GeoJSON was also shaped by people playing specific IETF roles. The WG chairs,
Martin Thomson and Erik Wilde, did a fine job of keeping the draft on track.
Our Area Director, Alissa Cooper, was the first IETF member I talked to about
chartering a working group and was a super guide throughout the entire process.
IESG reviewers Ben Campbell, Stephen Farrell, Suresh Krishnan, Alexey Melnikov,
and Kathleen Moriarty asked questions and made suggestions that greatly
improved the final draft. I'm grateful to Mary Barnes and Cullen Jennings, the
Dispatch WG chairs, for explaining how dispatch works at the IETF and inviting
me to present remotely at IETF 92.
I'm grateful to Tom MacWright for all the GeoJSON explainers on his blog and
for his rhetorical support. Tom regularly reminded the web – and me – why a
GeoJSON I-D was worth the effort.
Stefan Drees was the one who really got this ball rolling with the first
commits creating the technical framework for authoring the draft. Thanks,
Stefan.
I did much of the draft editing at work and Mapbox paid for my attendance at
IETF 93, where the proposal was dispatched and the working group charter
was launched. I'm proud to work for a company that's committed to making the
internet work better.
Changes
The changes from the Pre-IETF GeoJSON Format Specification published in 2008 at
http://geojson.org are listed at
https://tools.ietf.org/html/rfc7946#appendix-B.
To summarize:
Coordinate reference systems are no longer in the core of the specification;
use CRS84 longitude and latitude with GeoJSON from now on.
Don't extend coordinate arrays with linear referencing measure, timestamps,
or other variables.
Follow the math and physics right-hand rule (not the surveyor's right-hand
rule) when forming polygon rings.
Construct bounding boxes so they are not ambiguous at the Earth's poles and
antimeridian.
Do extend GeoJSON, but don't change its semantics.
Don't write longitude and latitude values with more than 7 decimal places of
precision.
Avoid using GeometryCollection when possible.

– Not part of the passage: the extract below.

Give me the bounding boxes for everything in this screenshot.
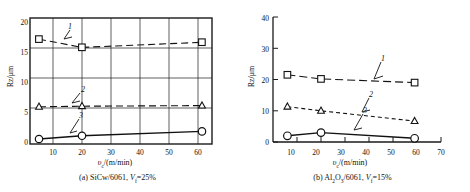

Reference RFC 7946 from now on
instead of http://geojson.org.
One change that we glossed over in that appendix is that the set of GeoJSON
types is closed. Extensions can't, for example, add a "Circle" type. That
doesn't mean that there will never be GeoJSON circles, ellipses, and curves,
but that they must be added to the core by a future RFC.
Here's an important point that may be obscured by formalities: RFC 7946
does not define a "GeoJSON 2.0." This is "GeoJSON." If you need to be more
specific, e.g., in describing support for deprecated features like "crs", you
should refer to "2008 geojson.org GeoJSON" vs. "RFC 7946 GeoJSON" or
"application/geo+json GeoJSON." There is no "GeoJSON 2.0."
IETF process and people
I'm pleased to report that the IETF process works pretty much as described at
https://www.ietf.org/about/standards-process.html. Whenever I got baffled,
I found helpful and generous people to point me in the right direction. I'm
going to stay involved in the IETF in one way or another.